Dinosaur Ridge is a little way north and a nudge west of Denver, we clocked it on way into the city amongst our 80s radio and storm weather warnings. And how could I not go see dinosaurs?!
Unlike other attractions we’ve drove in and out of on our way through the states, this was strangely fuss free. No high entrance fees, no semi-Vegas style gentrification or show-off welcome signs on the way. Even the dinosaur models that signpost you in stand modest, non-monstrous in stature.
But maybe it speaks for itself… Once you twig on to and try comprehend that the slopes that you stand on, as high and as far from the sea as could be and stacked up at near half right angles, that these were once floors of beaches where monsters once fed …well maybe no glamour can top it.

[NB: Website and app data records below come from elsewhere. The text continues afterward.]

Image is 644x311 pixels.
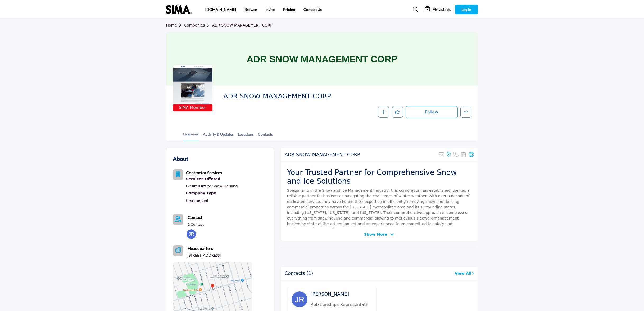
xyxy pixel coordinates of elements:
a: 1 Contact [187,221,204,227]
img: image [292,291,307,307]
a: Onsite/Offsite Snow Hauling [186,184,238,189]
img: site Logo [166,5,194,14]
b: Contact [187,215,202,220]
button: Like [392,107,404,118]
a: Contact [187,214,202,220]
h2: Contacts (1) [285,271,313,276]
a: Pricing [283,7,295,11]
button: Headquarter icon [173,245,183,255]
p: Specializing in the Snow and Ice Management industry, this corporation has established itself as ... [287,188,472,232]
a: Locations [238,131,254,140]
p: [STREET_ADDRESS] [187,252,221,258]
span: ADR SNOW MANAGEMENT CORP [223,92,343,100]
a: Link of redirect to contact page [173,214,183,224]
a: View All [455,271,474,276]
a: [DOMAIN_NAME] [205,7,236,11]
span: Show More [364,232,387,238]
div: My Listings [425,7,451,13]
h2: ADR SNOW MANAGEMENT CORP [285,152,360,158]
a: Invite [266,7,275,11]
p: Relationships Representative [311,301,368,308]
h2: About [173,154,188,163]
a: ADR SNOW MANAGEMENT CORP [212,23,272,27]
a: Browse [245,7,257,11]
a: Services Offered [186,175,238,183]
a: Contacts [258,131,273,140]
div: A Company Type refers to the legal structure of a business, such as sole proprietorship, partners... [186,190,238,197]
span: [PERSON_NAME] [311,291,349,296]
h1: ADR SNOW MANAGEMENT CORP [247,33,398,86]
button: Contact-Employee Icon [173,214,183,224]
h5: My Listings [433,7,451,11]
button: Follow [406,106,458,118]
button: Log In [455,5,479,15]
button: Category Icon [173,170,183,180]
a: Companies [184,23,212,27]
button: More details [461,107,472,118]
a: Company Type [186,190,238,197]
a: Activity & Updates [203,131,234,140]
span: SIMA Member [174,104,211,111]
a: Home [166,23,184,27]
a: Search [408,5,422,14]
b: Headquarters [187,245,213,251]
div: Services Offered refers to the specific products, assistance, or expertise a business provides to... [186,175,238,183]
h2: Your Trusted Partner for Comprehensive Snow and Ice Solutions [287,168,472,186]
span: Log In [461,7,471,11]
a: Contact Us [303,7,322,11]
a: Commercial [186,198,209,202]
img: Jocylene R. [187,229,196,239]
b: Contractor Services [186,170,222,175]
a: Contractor Services [186,171,222,175]
a: Overview [183,131,199,141]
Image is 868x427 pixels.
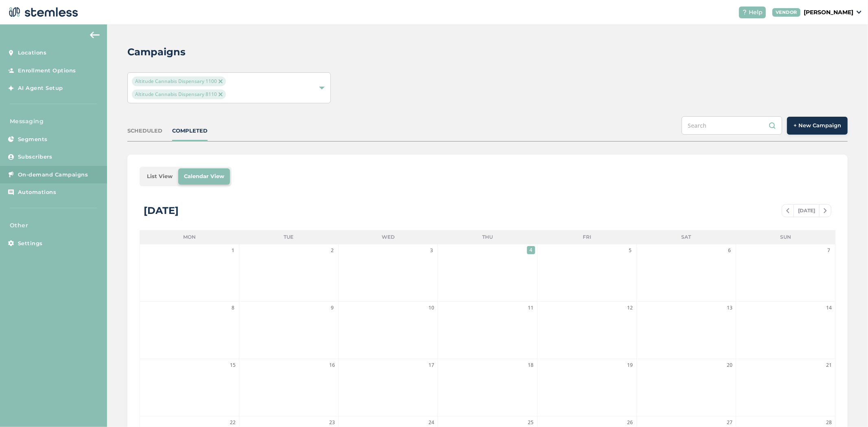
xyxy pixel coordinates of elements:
span: 24 [427,419,435,427]
span: 26 [626,419,635,427]
span: 23 [328,419,336,427]
img: icon-close-accent-8a337256.svg [218,93,222,96]
span: 15 [229,361,237,369]
img: icon-chevron-left-b8c47ebb.svg [786,209,790,214]
button: + New Campaign [787,117,848,135]
img: logo-dark-0685b13c.svg [6,4,78,21]
img: icon-chevron-right-bae969c5.svg [824,209,827,214]
span: Subscribers [18,153,52,161]
li: List View [141,168,179,185]
span: 10 [427,304,435,312]
span: 18 [527,361,536,369]
span: 9 [328,304,336,312]
input: Search [682,117,782,135]
div: COMPLETED [172,127,207,135]
span: Altitude Cannabis Dispensary 8110 [132,89,226,100]
span: 19 [626,361,635,369]
span: 5 [626,246,635,255]
span: 20 [726,361,734,369]
span: 6 [726,246,734,255]
div: SCHEDULED [128,127,163,135]
li: Sun [736,231,836,244]
li: Mon [139,231,239,244]
li: Wed [339,231,438,244]
span: Segments [18,135,47,143]
span: 28 [825,419,833,427]
li: Calendar View [179,168,230,185]
span: 22 [229,419,237,427]
span: 1 [229,246,237,255]
span: 27 [726,419,734,427]
span: + New Campaign [794,122,841,130]
p: [PERSON_NAME] [804,8,854,16]
span: 7 [825,246,833,255]
img: icon-help-white-03924b79.svg [742,10,747,14]
li: Sat [637,231,736,244]
span: 16 [328,361,336,369]
span: Help [749,8,763,16]
div: VENDOR [773,8,801,16]
span: Locations [18,49,47,57]
img: icon_down-arrow-small-66adaf34.svg [857,10,862,14]
span: 3 [427,246,435,255]
div: [DATE] [144,203,179,218]
span: On-demand Campaigns [18,171,89,179]
span: 13 [726,304,734,312]
span: Automations [18,188,56,196]
h2: Campaigns [128,45,185,60]
span: [DATE] [794,205,820,217]
span: AI Agent Setup [18,84,63,93]
span: 2 [328,246,336,255]
span: 21 [825,361,833,369]
span: 12 [626,304,635,312]
span: 25 [527,419,536,427]
span: 4 [527,246,536,254]
span: Settings [18,240,43,248]
span: Altitude Cannabis Dispensary 1100 [132,76,226,86]
span: 14 [825,304,833,312]
img: icon-arrow-back-accent-c549486e.svg [90,32,100,38]
span: Enrollment Options [18,67,76,75]
span: 8 [229,304,237,312]
span: 11 [527,304,536,312]
li: Thu [438,231,537,244]
iframe: Chat Widget [827,389,868,427]
img: icon-close-accent-8a337256.svg [218,80,222,84]
li: Fri [537,231,637,244]
span: 17 [427,361,435,369]
li: Tue [239,231,339,244]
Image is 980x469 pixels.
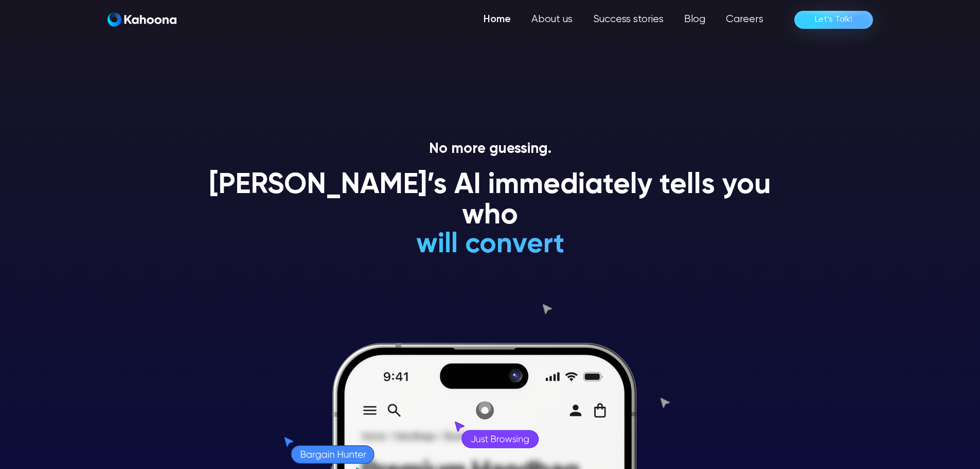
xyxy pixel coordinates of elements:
h1: is a loyal customer [338,227,641,256]
a: home [108,12,176,27]
img: Kahoona logo white [108,12,176,27]
p: No more guessing. [197,141,784,158]
h1: [PERSON_NAME]’s AI immediately tells you who [197,171,784,232]
h1: will convert [338,257,641,287]
a: Success stories [582,9,674,30]
a: About us [521,9,582,30]
a: Blog [674,9,716,30]
a: Careers [716,9,774,30]
a: Let’s Talk! [794,11,872,29]
div: Let’s Talk! [815,11,852,28]
a: Home [474,9,521,30]
g: Just Browsing [472,435,528,444]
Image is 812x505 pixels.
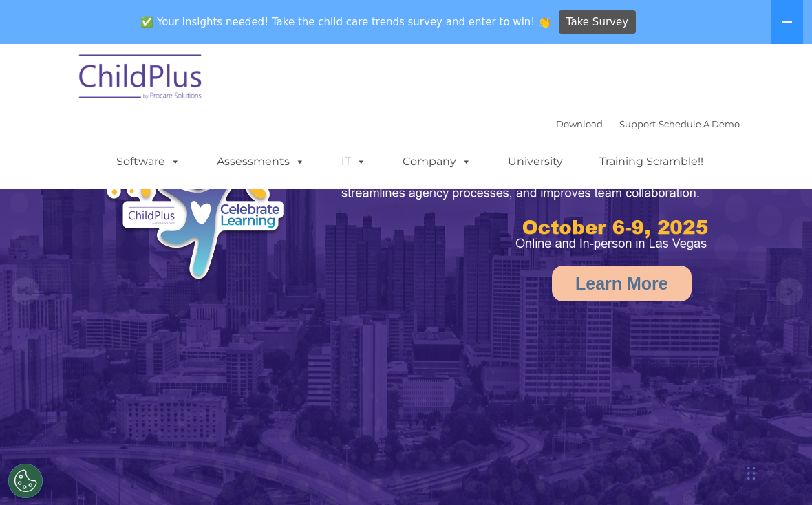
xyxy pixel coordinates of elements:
[556,118,740,129] font: |
[389,148,485,175] a: Company
[102,148,194,175] a: Software
[135,9,557,36] span: ✅ Your insights needed! Take the child care trends survey and enter to win! 👏
[552,266,692,301] a: Learn More
[659,118,740,129] a: Schedule A Demo
[72,45,210,113] img: ChildPlus by Procare Solutions
[620,118,656,129] a: Support
[328,148,380,175] a: IT
[743,439,812,505] iframe: Chat Widget
[566,10,628,35] span: Take Survey
[748,453,756,494] div: Drag
[556,118,603,129] a: Download
[494,148,577,175] a: University
[559,10,637,35] a: Take Survey
[203,148,318,175] a: Assessments
[586,148,717,175] a: Training Scramble!!
[8,464,42,498] button: Cookies Settings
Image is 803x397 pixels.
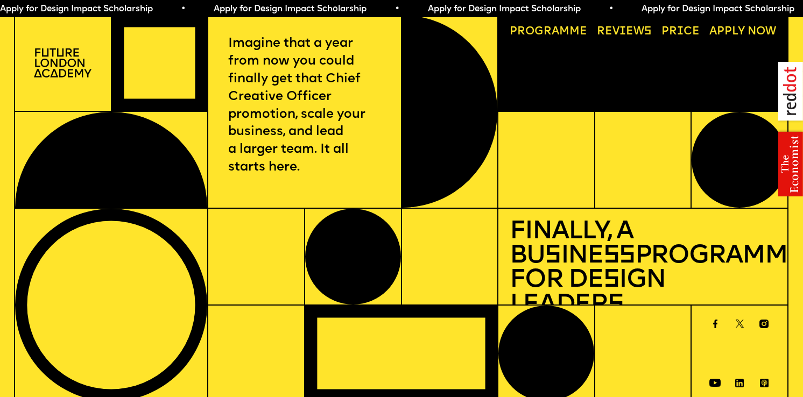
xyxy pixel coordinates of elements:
span: • [394,5,399,13]
span: • [608,5,613,13]
span: s [603,268,620,293]
a: Apply now [704,20,782,43]
a: Reviews [592,20,658,43]
span: a [552,26,559,37]
span: A [709,26,717,37]
a: Programme [504,20,593,43]
h1: Finally, a Bu ine Programme for De ign Leader [510,220,777,318]
p: Imagine that a year from now you could finally get that Chief Creative Officer promotion, scale y... [228,35,381,177]
span: s [608,292,624,318]
a: Price [656,20,706,43]
span: • [180,5,185,13]
span: s [545,243,561,269]
span: ss [603,243,635,269]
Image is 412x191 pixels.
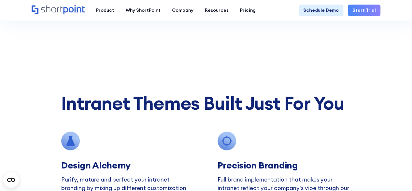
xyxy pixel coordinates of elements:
div: Resources [205,7,229,14]
a: Pricing [234,5,261,16]
iframe: Chat Widget [380,159,412,191]
a: Resources [199,5,234,16]
div: Product [96,7,114,14]
a: Start Trial [348,5,381,16]
a: Why ShortPoint [120,5,166,16]
h2: Design Alchemy [61,160,195,170]
a: Schedule Demo [299,5,344,16]
h1: Intranet Themes Built Just For You [61,93,351,113]
div: Pricing [240,7,256,14]
div: Company [172,7,194,14]
h2: Precision Branding [218,160,351,170]
a: Product [90,5,120,16]
a: Home [32,5,85,15]
a: Company [166,5,199,16]
div: Why ShortPoint [126,7,161,14]
button: Open CMP widget [3,172,19,187]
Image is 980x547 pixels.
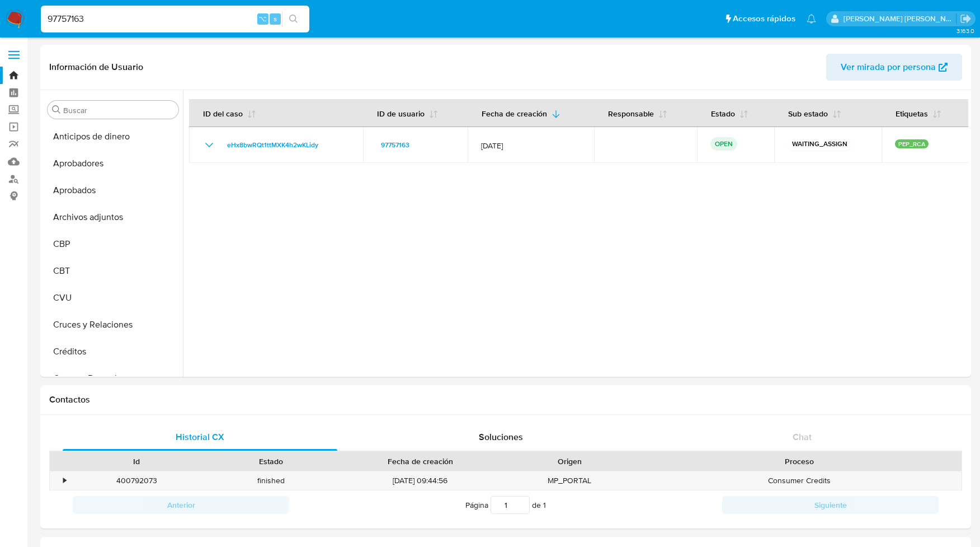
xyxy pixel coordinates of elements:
[733,13,796,25] span: Accesos rápidos
[43,204,183,231] button: Archivos adjuntos
[49,62,144,73] h1: Información de Usuario
[43,257,183,284] button: CBT
[63,476,66,486] div: •
[346,456,494,467] div: Fecha de creación
[211,456,330,467] div: Estado
[259,13,267,24] span: ⌥
[479,431,523,444] span: Soluciones
[338,472,503,490] div: [DATE] 09:44:56
[41,12,309,26] input: Buscar usuario o caso...
[43,339,183,365] button: Créditos
[63,105,174,115] input: Buscar
[645,456,954,467] div: Proceso
[841,54,936,80] span: Ver mirada por persona
[807,14,816,24] a: Notificaciones
[544,499,546,511] span: 1
[49,394,962,406] h1: Contactos
[510,456,629,467] div: Origen
[844,13,957,24] p: rene.vale@mercadolibre.com
[636,472,962,490] div: Consumer Credits
[43,124,183,150] button: Anticipos de dinero
[826,54,962,80] button: Ver mirada por persona
[43,311,183,339] button: Cruces y Relaciones
[43,177,183,204] button: Aprobados
[503,472,636,490] div: MP_PORTAL
[73,496,289,514] button: Anterior
[43,231,183,257] button: CBP
[723,496,939,514] button: Siguiente
[960,13,972,25] a: Salir
[52,105,61,115] button: Buscar
[43,284,183,311] button: CVU
[77,456,196,467] div: Id
[69,472,204,490] div: 400792073
[204,472,338,490] div: finished
[274,13,277,24] span: s
[43,150,183,177] button: Aprobadores
[43,365,183,392] button: Cuentas Bancarias
[175,431,225,444] span: Historial CX
[793,431,812,444] span: Chat
[282,11,305,27] button: search-icon
[465,496,546,514] span: Página de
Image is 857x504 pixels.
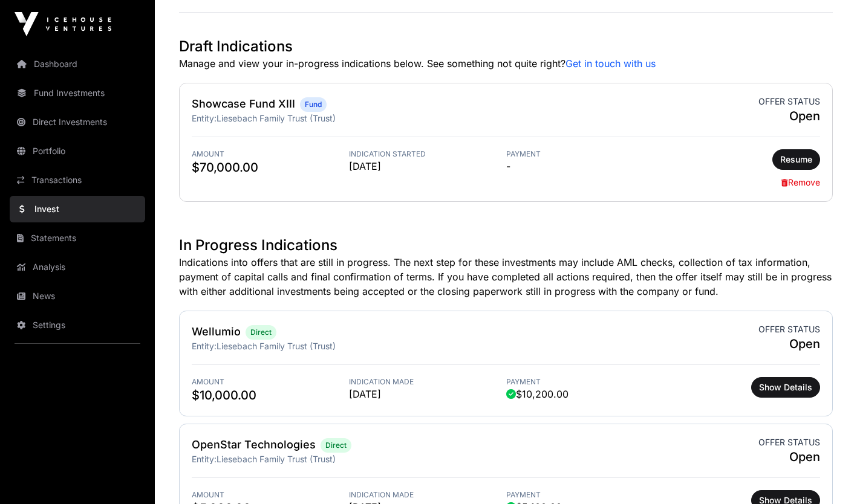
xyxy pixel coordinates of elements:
[10,109,145,135] a: Direct Investments
[10,80,145,107] a: Fund Investments
[758,436,820,448] span: Offer status
[10,195,145,222] a: Invest
[506,377,663,386] span: Payment
[10,283,145,309] a: News
[506,490,663,500] span: Payment
[758,107,820,124] span: Open
[216,454,336,464] span: Liesebach Family Trust (Trust)
[192,113,216,124] span: Entity:
[192,340,216,351] span: Entity:
[758,335,820,352] span: Open
[192,325,241,337] a: Wellumio
[349,159,506,173] span: [DATE]
[758,381,812,393] span: Show Details
[758,448,820,465] span: Open
[10,254,145,280] a: Analysis
[780,153,812,166] span: Resume
[179,37,833,56] h1: Draft Indications
[192,386,349,403] span: $10,000.00
[304,100,321,110] span: Fund
[751,377,820,397] button: Show Details
[10,138,145,164] a: Portfolio
[192,377,349,386] span: Amount
[10,51,145,77] a: Dashboard
[216,340,336,351] span: Liesebach Family Trust (Trust)
[192,490,349,500] span: Amount
[10,312,145,338] a: Settings
[772,149,820,169] button: Resume
[506,386,568,401] span: $10,200.00
[506,149,663,159] span: Payment
[192,159,349,176] span: $70,000.00
[10,225,145,252] a: Statements
[506,149,663,189] div: -
[349,386,506,401] span: [DATE]
[15,12,111,36] img: Icehouse Ventures Logo
[796,446,857,504] iframe: Chat Widget
[758,323,820,335] span: Offer status
[179,235,833,255] h1: In Progress Indications
[192,454,216,464] span: Entity:
[349,149,506,159] span: Indication Started
[192,97,295,110] a: Showcase Fund XIII
[179,56,833,70] p: Manage and view your in-progress indications below. See something not quite right?
[349,377,506,386] span: Indication Made
[216,113,336,124] span: Liesebach Family Trust (Trust)
[325,440,347,450] span: Direct
[250,327,271,337] span: Direct
[781,177,820,187] a: Remove
[192,438,316,451] a: OpenStar Technologies
[758,95,820,107] span: Offer status
[349,490,506,500] span: Indication Made
[10,167,145,193] a: Transactions
[565,58,656,70] a: Get in touch with us
[179,255,833,298] p: Indications into offers that are still in progress. The next step for these investments may inclu...
[192,149,349,159] span: Amount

At one time these mountains were flats. At one time these were sands by the sea. Footprints and claw marks of dinosaurs and birds that were pressed in back when are still seen. I’m in awe of the violence and chaos that plays over time and tectonic plates as we move on to more proof of the past; bones in the rock smooth and brown to the touch, impressions of weight in the lines of the stone, side-on 3D views of huge load bearing feet… our tour guide explains how to spot them, letting us know how they got here.
We get told how these things were discovered, and what protective measures have been put in place to stop damage, erosion and theft . While the museum is sadly underfunded, there’s a want to inform and a genuine feel and interest for the place that comes out in tour guides and staff.
I wonder what chaos comes next, and if it will be nature’s or ours. Either way it’s nice knowing that everything shifts and that everything gives way to something. Not to better or worse… just to next.